Saturday, July 07, 2007

Interpretation of the Passion of Christ


I am trying to understand Christianity and it does make sense if it is read within the context of Middle East religious tradition. First of all, the Good News is that eternal life is available to everybody, not only to the people of Israel. While Judaism was based on "the flesh", Christianity is based on "the spirit". Tribe, race, nation is no longer relevant. All can be saved. Secondly, it seems that Middle Eastern peoples including Israel conserved in Roman times the memory of barbaric practices such as child sacrifice. Christianity brings the Good News that although human sacrifice is from God, the sacrifice of Christ (God's first born) made obsolete that form of gaining God's favour, of making penitence and achieving internal peace and harmony with the universe. The concept of Christ on the Cross liberates mankind from human sacrifice, Christ's blood has cleaned humanity. In that context, in a time when child sacrifice was still remembered or possibly practiced, Christiany is a revolutionary advance.

The pic is from the tophet of Carthage. In times of Jesus it was about 100 years old, I presume, that is, contemporary. The Cartaghinese were Canaanites and practiced the native religion of Eretz Israel. They spoke Hebrew and were lead by Shophtim (Judges) exactly as the Israelites. Child sacrifice seems to have been a general Middle Eastern practice, shared equally by Israelites and Canaanites. The Jewish G-d demands child sacrifice in Exodus 12:51: "the selfsame day, that the Lord did bring the children of Israel out of the land of Egypt ... the Lord spake unto Moses, saying, sanctify unto me all the firstborn, whatsoever openeth the womb among the children of Israel, both of man and of beast: it is mine", echoed again in Numbers 8:17 "For all the firstborn of the children of Israel are mine, both man and beast: on the day that I smote every firstborn in the land of Egypt I sanctified them for myself. It is plain from various passages of the prophets that the sacrifices of children among the Jews before the captivity, which are commonly known as sacrifices to Moloch, were regarded as oblations to Jehovah, under the title of king, yet they were not presented at the temple, but consumed outside the town at Tophet. The prophet Micah appears to consider child sacrifice as a meaningful, if ultimate sacrifice to Yahweh 6:7: "Will the Lord be pleased with thousands of rams, or with ten thousands of rivers of oil? shall I give my firstborn for my transgression, the fruit of my body for the sin of my soul?"

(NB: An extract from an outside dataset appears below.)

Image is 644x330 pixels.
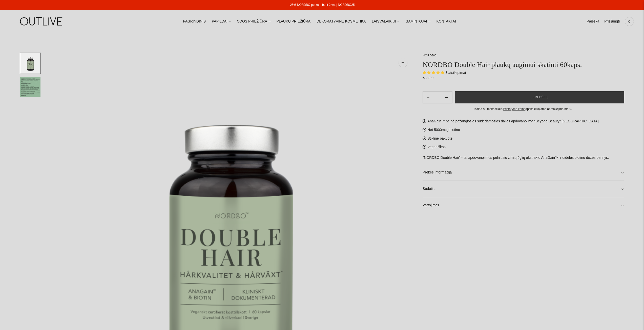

The fact that child sacrifice was practiced casts light on the emphasis of many of the condemnations of child sacrifice. Its effectiveness in dire circumstances, particularly of the high-born offspring of kings is illustrated in 2 Kings 3:26 "And when the king of Moab saw that the battle was too sore for him, he took with him seven hundred men that drew swords, to break through even unto the king of Edom: but they could not. Then he took his eldest son that should have reigned in his stead, and offered him for a burnt offering upon the wall." Ahaz, the king of Judah (8th century B.C.): "even burned his son as an offering, according to the abominable practices of the nations whom the Lord drove out before the people of Israel" (2 Kings 16:3). The same is told of King Manasseh (7th century B.C.) in 2 Kings 21:6. Such child sacrifices took place primarily in the Valley of Hinnom south of Jerusalem.

Now, all the above ocurred 2,000 years ago. The context is long gone, Carthage has been destroyed, no one ever heard of Moloch. Humanity surely has evolved these hundred generations, from adapting to subsistance gardening we are in our way to adapt to urban dwelling, our genotype is different from the people of the Bible. Ashkenazi mutations (diseases) are only 800 years old. Contemporary rabbinic Judaism has little to do with the Tora. The very intelligent people who dedicate their lives to study the Tora are constantly forced to make mental שמיניות באוויר to read and yet not to read what is written in it. The essence of orthodox Judaism is this mental gymnastic that allows to be an ethical person while pretending to follow the religion of Moses.